In presenting Martin Scorsese with the Cecil B. DeMille Award for lifetime achievement at the Golden Globes, his longtime friend and collaborator Robert De Niro found a new way to describe the director’s famous, obsessive love of cinema.
“Marty sleeps, drinks and eats film,” De Niro said. “I hear there are videos on the Internet of Marty having sex with film.”
He continued the joke in a husky voice: “A hot reel of 35 mm stock …”
Such honors have become somewhat old hat for Scorsese and De Niro. De Niro — who has apparently learned a thing or two from the plethora of comedies he’s made in recent years — joked that after 20 years making movies together, they’ve spent the last 10 “presenting each other with awards.”
“We’re like an old married couple,” said De Niro. “We built a life together, we have great memories — we just don’t sleep together anymore.”
But De Niro’s finest line might have been wondering if the award was perhaps lesser than the man: “I can’t help thinking if times were a bit different, how proud Cecil B. DeMille would have been to be honored with the Martin Scorsese Award.”
Taking the stage to a standing ovation at the International Ballroom of the Beverly Hilton Hotel in Beverly Hills, Calif., the veteran director acknowledged that “Goodfellas” didn’t seemingly have much in common with DeMille’s “The Greatest Show on Earth.”
“When I got to make my own films, no matter what they looked like, the overall intention was always to tap into the powerful cinematic experience that characterized a DeMille picture,” said Scorsese.
He applauded “the big show, the spectacular” of DeMille’s extravagant films, saying they were “the shared landscape of our childhood.”
Only Scorsese would turn such an award into a tribute to its namesake.
Scorsese is a well-known film preservationist and he helped release an acclaimed new copy of Michael Powell and Emeric Pressburger’s 1948 classic “The Red Shoes” this year. He founded the Film Foundation in 1990 as a nonprofit organization dedicated to preserving films.
He thanked the Hollywood Foreign Press Association, which puts on the Globes, for its continued support and contributions to film preservation.
“As William Faulkner said, ‘The past is never dead, it is not even past,'” said Scorsese. “As far as I’m concerned, making films and preserving them are the same thing.”
Leonardo DiCaprio, who joined De Niro in the introduction, called Scorsese “a master filmmaker and a generous, patient teacher,” whose name defines cinema.
Though Scorsese’s 2007 Oscar win for directing “The Departed” was a long time coming, he has had better success at the Globes, previously winning two Globes for best director, for “The Departed” and 2001’s “Gangs of New York.” He was nominated six other times.
While the 67-year-old Scorsese was being honored for a lifetime of work in cinema, he’s as active as ever. His latest film, “Shutter Island,” a thriller starring DiCaprio, will be released Feb. 19.
He is also executive producer of the HBO series “Boardwalk Empire” with “Sopranos” writer Terence Winter. The series, out later this year, stars Steve Buscemi and chronicles the 1920s gangland of Atlantic City.
Recent winners of the Cecil B. DeMille Award include Steven Spielberg in 2009, Warren Beatty in 2007 and Anthony Hopkins in 2006.
Kamala Harris Receives Chairman’s Prize At NAACP Image Awards
Former Vice President Kamala Harris stepped on the NAACP Image Awards stage Saturday night with a sobering message, calling the civil rights organization a pillar of the Black community and urging people to stay resilient and hold onto their faith during the tenure of President Donald Trump.
"While we have no illusions about what we are up against in this chapter in our American story, this chapter will be written not simply by whoever occupies the oval office nor by the wealthiest among us," Harris said after receiving the NAACP's Chairman's Award. "The American story will be written by you. Written by us. By we the people."
The 56th annual Image Awards was held at the Pasadena Civic Auditorium in the Los Angeles area.
Harris, defeated by Trump in last year's presidential election, was the first woman and the first person of color to serve as vice president. She had previously been a U.S. senator from California and the state's attorney general.
In her first major public appearance since leaving office, Harris did not reference her election loss or Trump's actions since entering the Oval Office, although Trump mocked her earlier in the day at the Conservative Political Action Conference.
Harris spoke about eternal vigilance, the price of liberty, staying alert, seeking the truth and America's future.
"Some see the flames on our horizons, the rising waters in our cities, the shadows gathering over our democracy and ask 'What do we do now?'" Harris said. "But we know exactly what to do, because we have done it before. And we will do it again. We use our power. We organize, mobilize. We educate. We advocate. Our power has never come from having an easy path."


Task prompt: Beginning with the line that has "is (975, 480).", write out each line down to the end of the records below exactly, and include no pictures.

+++ The data +++

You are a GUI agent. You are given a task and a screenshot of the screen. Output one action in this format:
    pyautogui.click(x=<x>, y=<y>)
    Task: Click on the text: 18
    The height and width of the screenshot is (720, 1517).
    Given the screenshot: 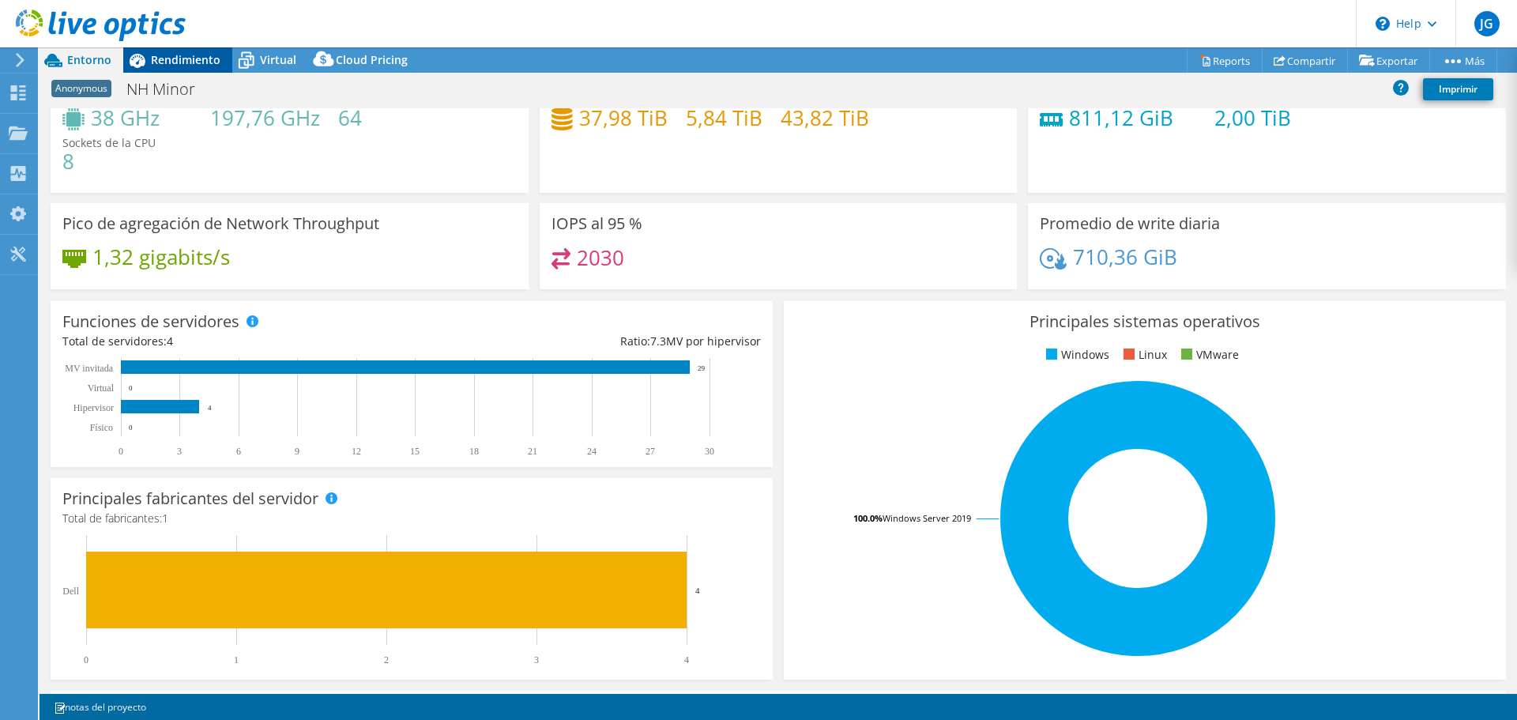 What is the action you would take?
    pyautogui.click(x=474, y=451)
    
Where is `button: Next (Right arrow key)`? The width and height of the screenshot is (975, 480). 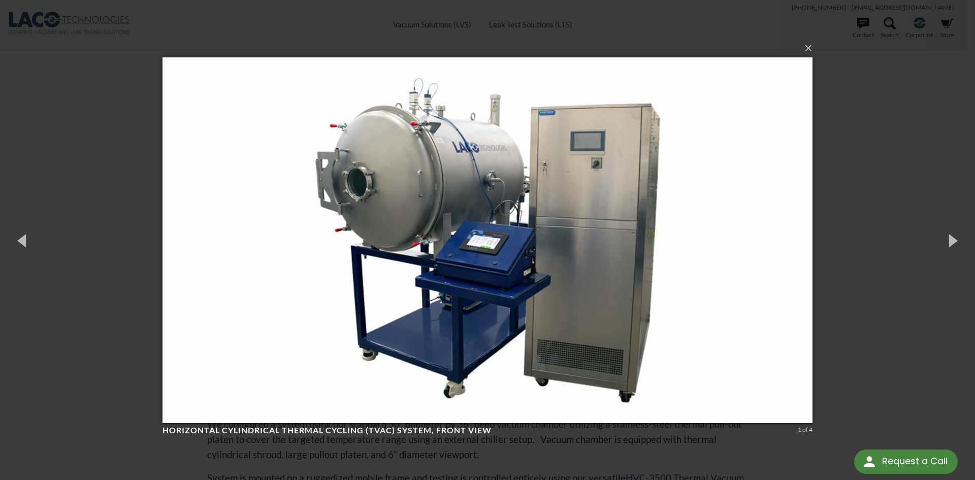
button: Next (Right arrow key) is located at coordinates (952, 240).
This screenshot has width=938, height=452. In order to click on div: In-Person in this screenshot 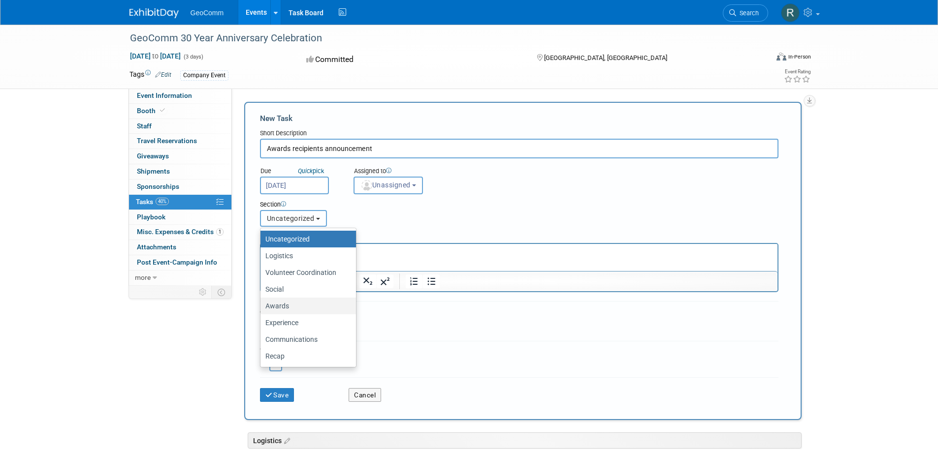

+++

Exercise answer:
Where is `button: Next (Right arrow key)`? The width and height of the screenshot is (975, 480). 
button: Next (Right arrow key) is located at coordinates (952, 240).
This screenshot has width=938, height=452. In order to click on div: In-Person in this screenshot 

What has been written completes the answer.